In the 1970s, when German society was still largely unwilling to talk about fascist perpetration, the cultural scientist Klaus Theweleit published his book Männerphantasien (English title: Male fantasies), a pioneering analysis of the connections between masculinity and fascism: Based on Freikorps-literature from the 1920s, he developed a clear-sighted association between the destructive image that the “soldierly man” had of himself and of women, shining a new light on the emergence of National Socialism by analysing the amalgamation of sexuality, gender and violence prevalent in this image.
Around 45 years after its first publication, director Theresa Thomasberger will create a stage play baes on Theweleit’s work: For Thomasberger and her team, this epochal analysis is the foundation for an investigation of contemporary manifestations of fascoid masculinity, the denigration of women in our media-informed reality and current abstruse forms of collectivity.
Because: While the ideal of the “strong man” appears obsolete in some circles, recent wars have created new warrior-figures. Self-empowered hordes are storming political institutions and fuel the authoritarian backlash. In the online realm, too, equal rights is seen as oppression: The community of Incels – men who are living involuntarily sexless lives – believe that their gender gives them the right to retain women and sexuality; angry alpha-males and misogynist pick-up-masters invoke unattainable notions of masculinity and, at the same time, desperately fail at realising these very notions. Instead of identifying these ideals as the problem, these groups fan the fear of feminist resistance, which is currently gaining great momentum.
What is the impact of Theweleit’s texts today? What connecting factors do they offer? In order to explore these questions, Deutsches Theater has expanded authorship by adding three contemporary voices. Engaging with Theweleit’s work, dramatists Svenja Viola Bungarten, Ivana Sokola and Gerhild Steinbuch will develop additional texts to Male Fantasies, and provide further analysis from a contemporary female perspective.
Gerhild Steinbuch's text uses poetic language to portray a mother perpetrator: a woman whose son commits sexualised violence against women, who becomes a perpetrator and thus shatters his mother's image of herself and others. In Ivana Sokola's contribution, an exhausted male voice choir questions its own sense of belonging in society and searches for its place between the choral society, voluntary fire brigade and fishing holidays. Svenja Viola Bungarten looks at the right-wing fringes of internet culture: in her text, an influencer tells her followers about her personal transformation - from raging feminist to trad wife.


# Work request
Pictures left aside, return the lines below exactly, from the one with "Describe the element at coordinates (589, 21)" to the end, including both ends.

□ □ □ □ □ □ □

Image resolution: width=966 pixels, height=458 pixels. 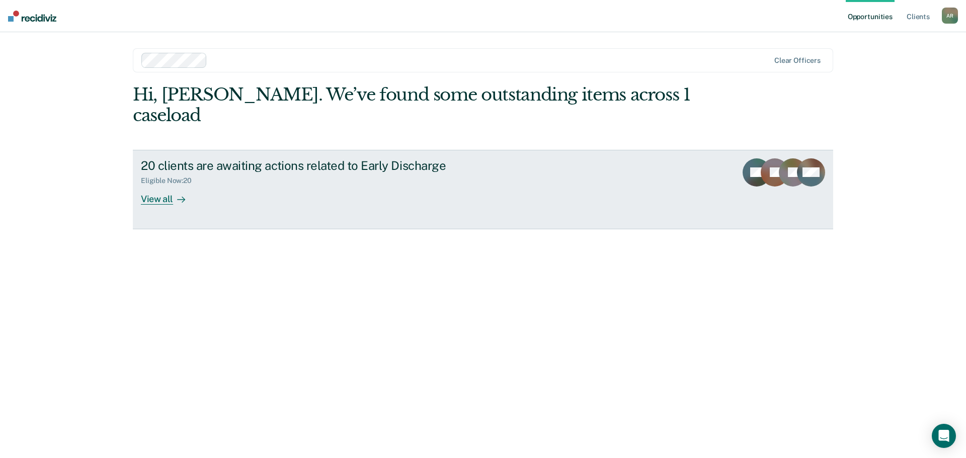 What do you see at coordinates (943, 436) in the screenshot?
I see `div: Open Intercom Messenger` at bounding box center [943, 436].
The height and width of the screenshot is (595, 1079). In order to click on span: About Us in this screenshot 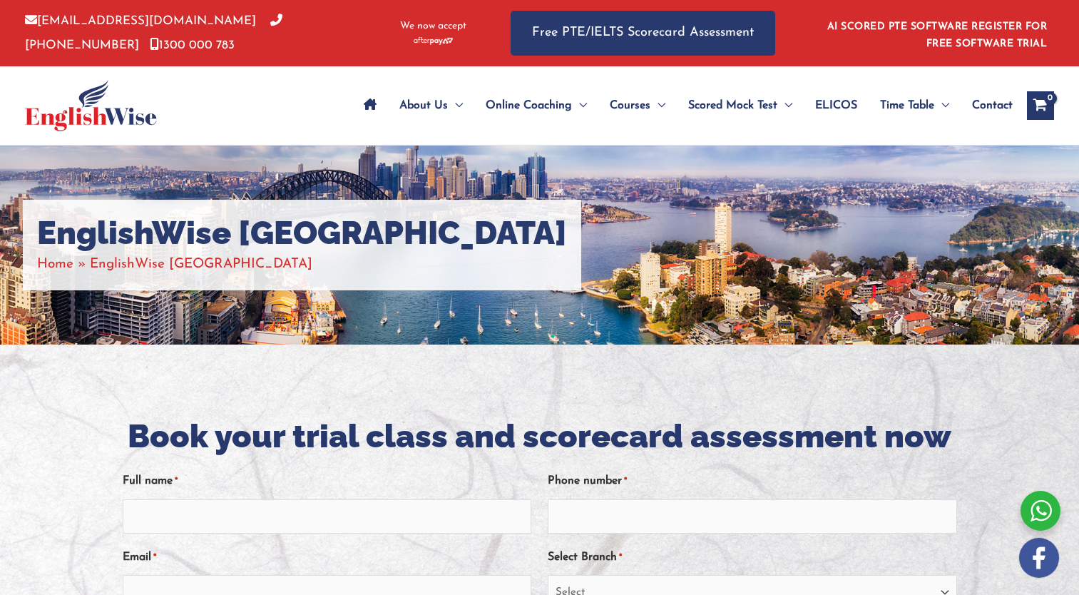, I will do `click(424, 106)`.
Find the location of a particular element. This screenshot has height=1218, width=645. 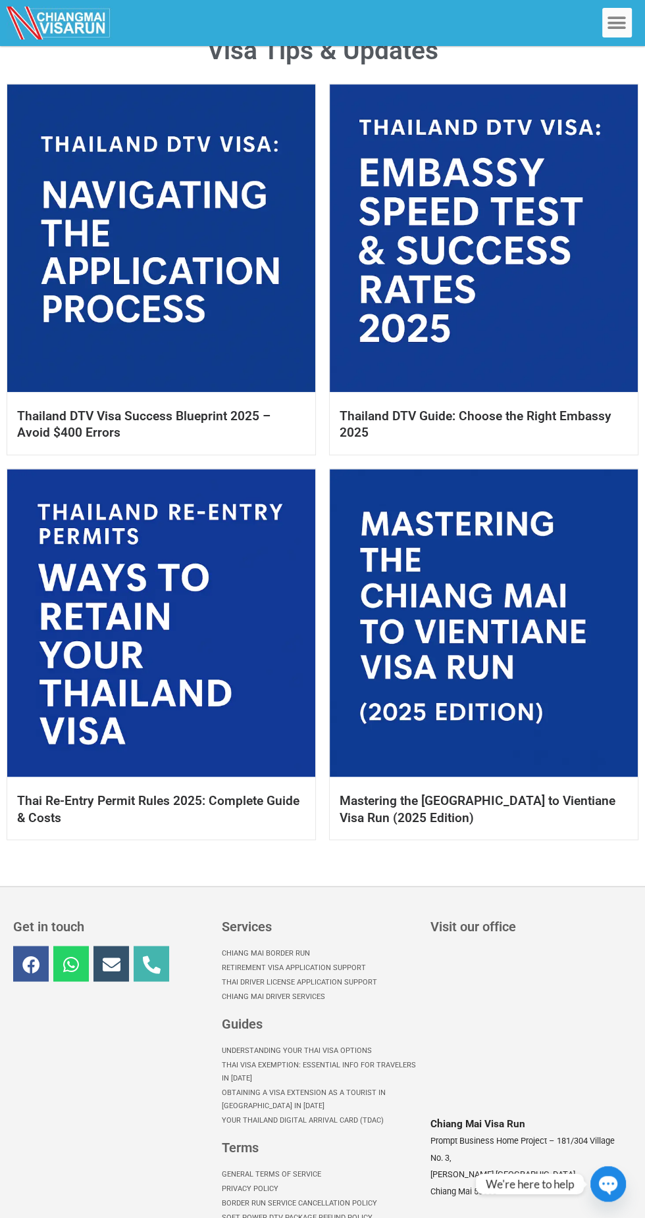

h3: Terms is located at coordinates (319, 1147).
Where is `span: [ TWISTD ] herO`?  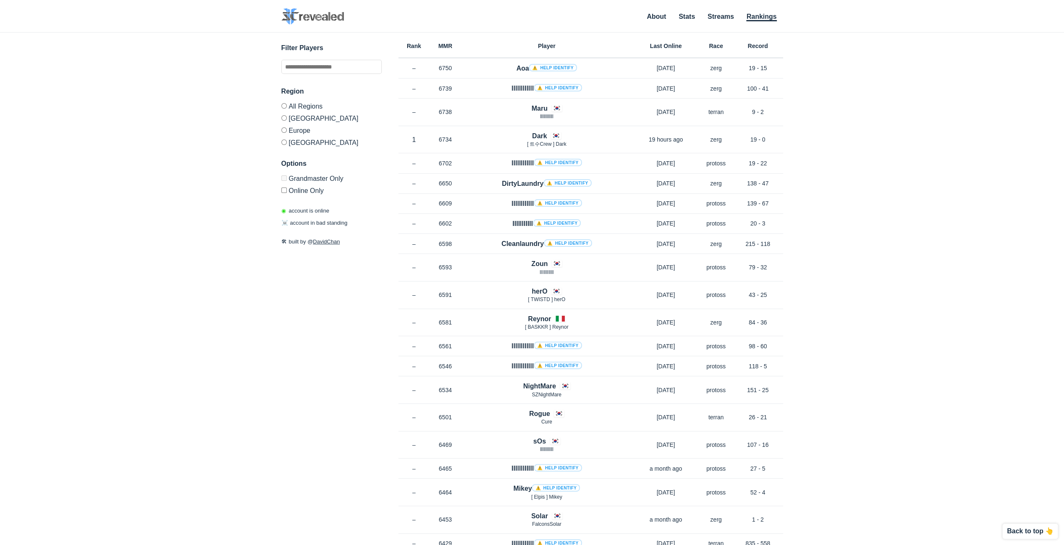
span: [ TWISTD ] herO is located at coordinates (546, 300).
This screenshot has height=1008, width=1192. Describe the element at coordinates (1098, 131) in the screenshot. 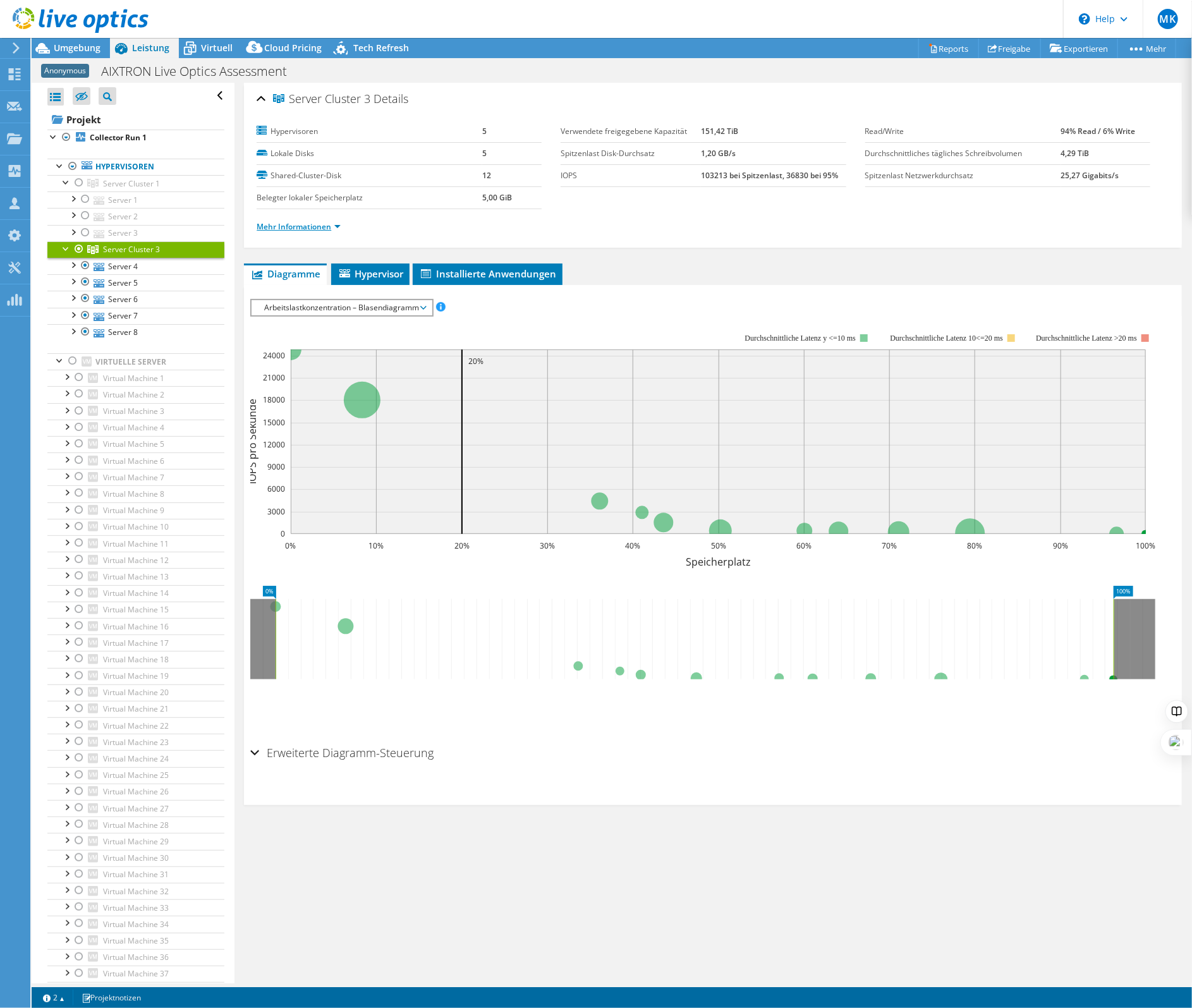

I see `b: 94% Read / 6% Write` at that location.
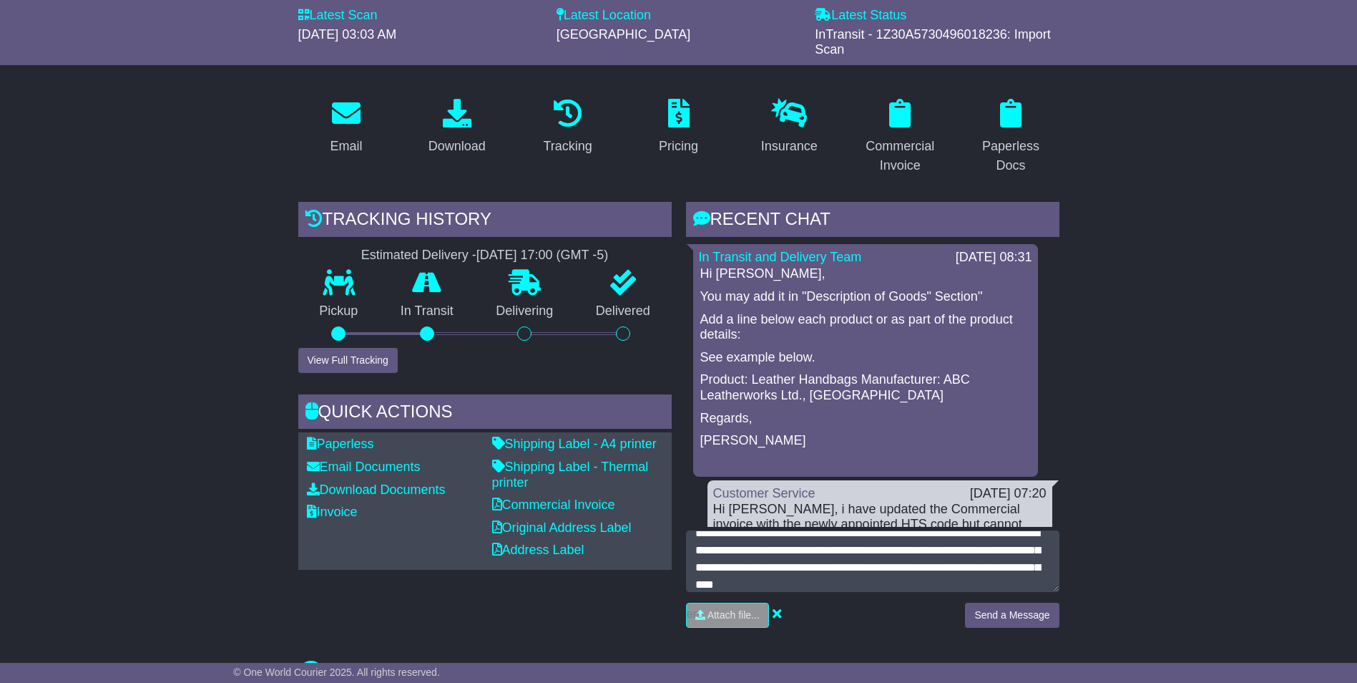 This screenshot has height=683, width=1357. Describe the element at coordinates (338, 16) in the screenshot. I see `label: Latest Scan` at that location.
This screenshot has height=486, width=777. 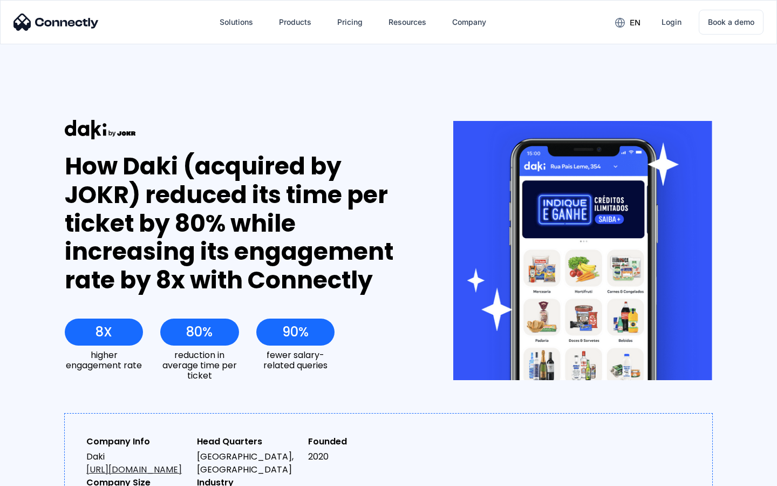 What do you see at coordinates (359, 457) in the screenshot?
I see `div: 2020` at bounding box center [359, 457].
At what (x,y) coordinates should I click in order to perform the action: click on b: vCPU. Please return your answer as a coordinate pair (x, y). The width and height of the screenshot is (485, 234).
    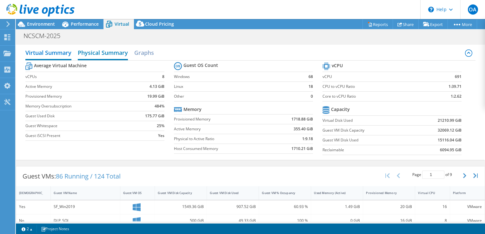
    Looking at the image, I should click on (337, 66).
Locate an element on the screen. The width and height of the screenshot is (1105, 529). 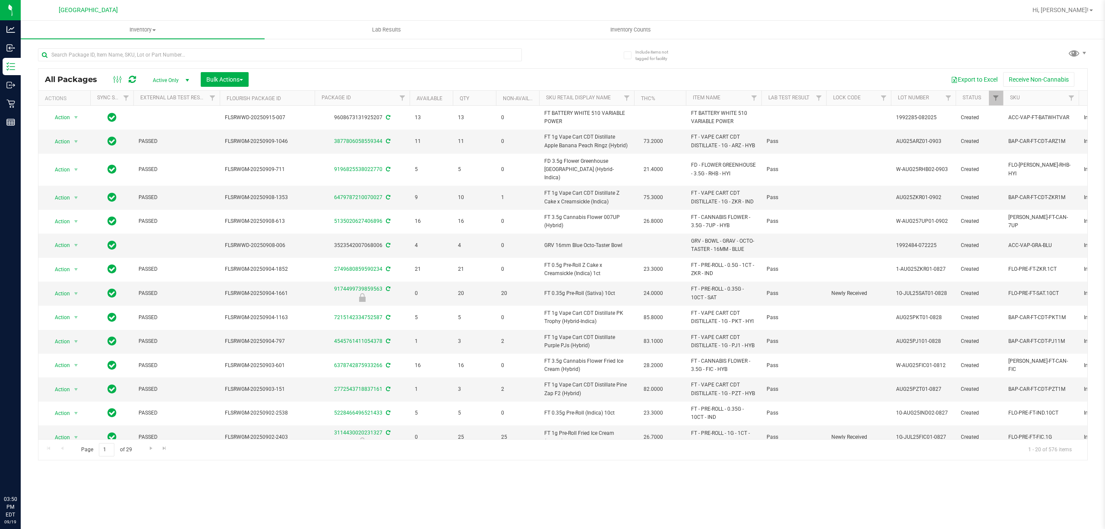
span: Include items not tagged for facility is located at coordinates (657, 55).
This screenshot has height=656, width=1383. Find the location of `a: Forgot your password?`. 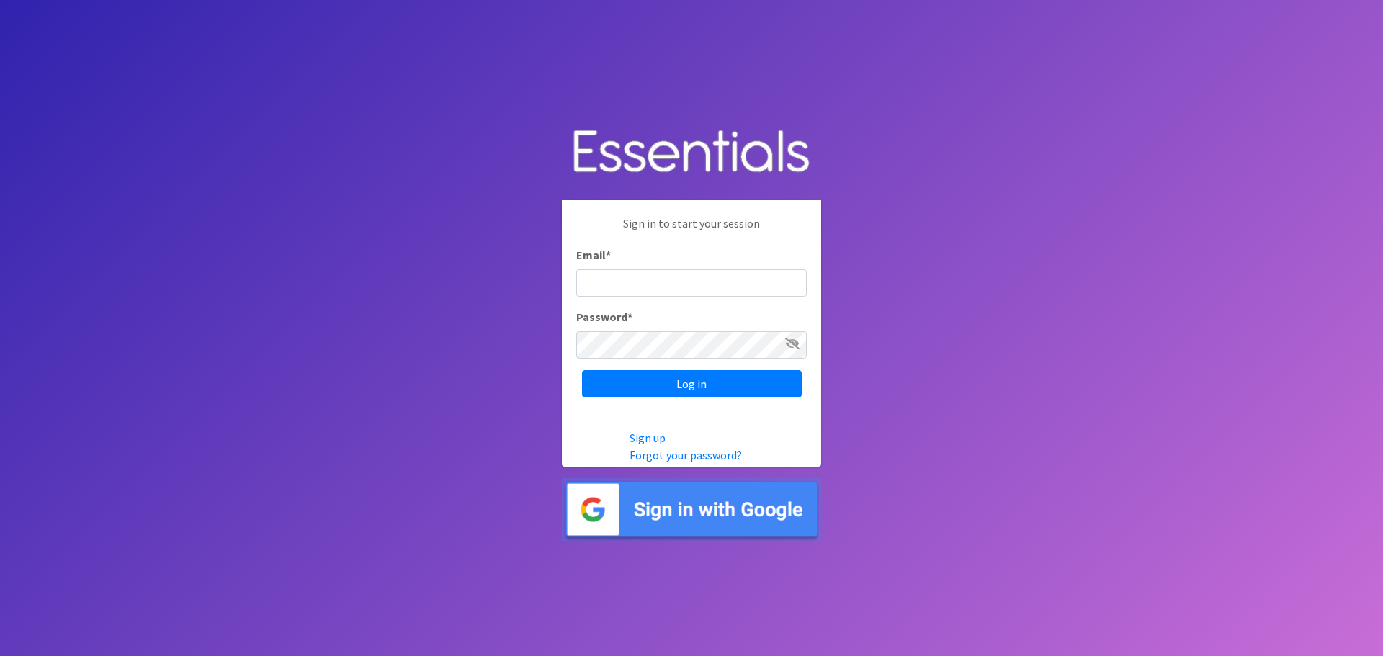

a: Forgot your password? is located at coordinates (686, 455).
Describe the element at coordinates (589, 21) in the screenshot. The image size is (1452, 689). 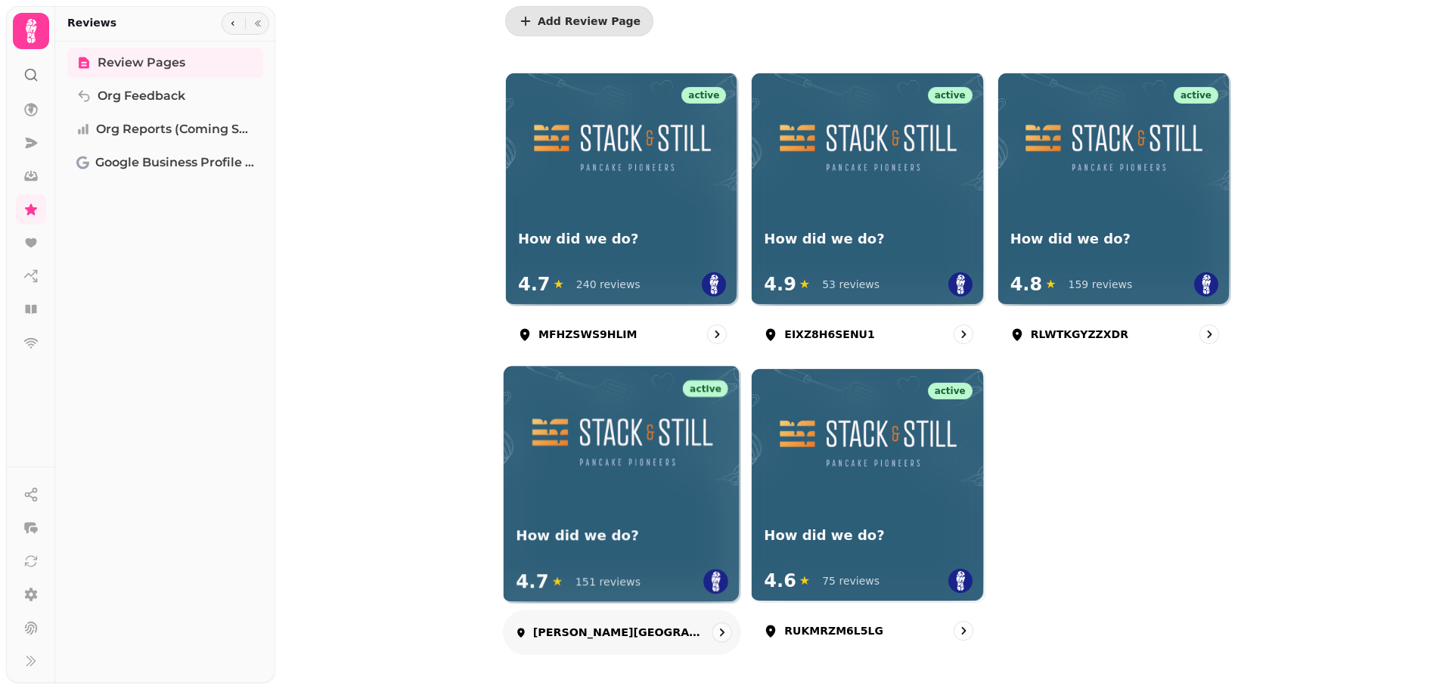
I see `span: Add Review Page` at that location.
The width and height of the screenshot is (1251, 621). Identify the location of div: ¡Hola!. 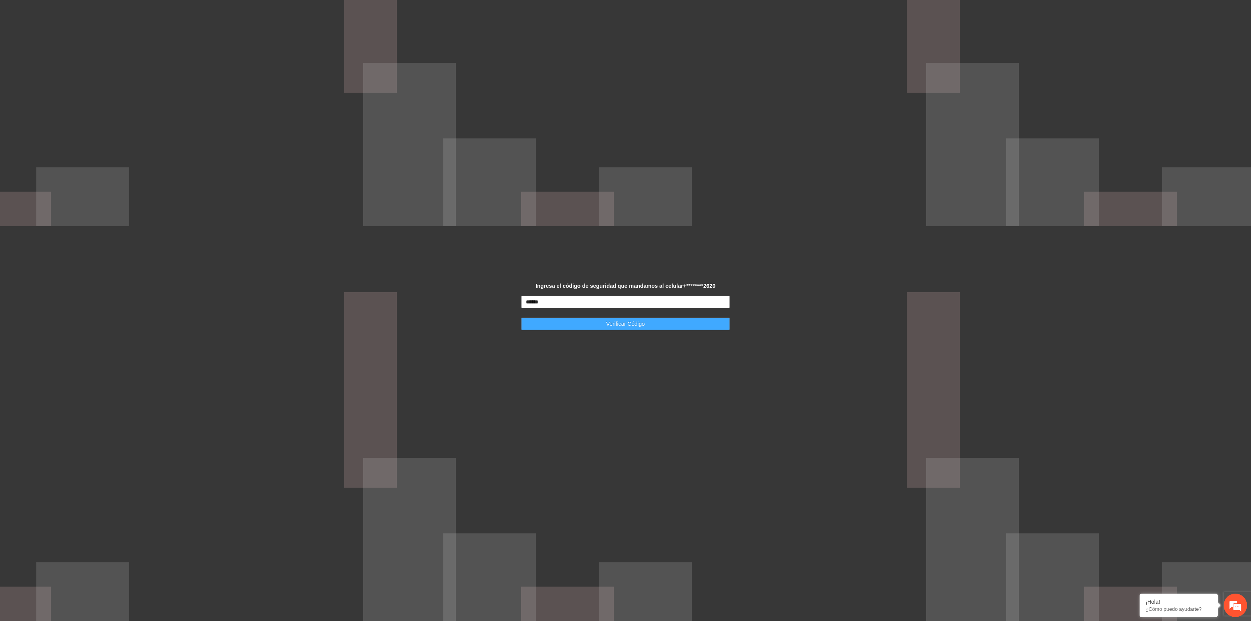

□ □ □ □ □ □ □

# Answer section
Describe the element at coordinates (589, 21) in the screenshot. The image size is (1452, 689). 
I see `span: Add Review Page` at that location.
The width and height of the screenshot is (1251, 621). Identify the location of div: ¡Hola!. 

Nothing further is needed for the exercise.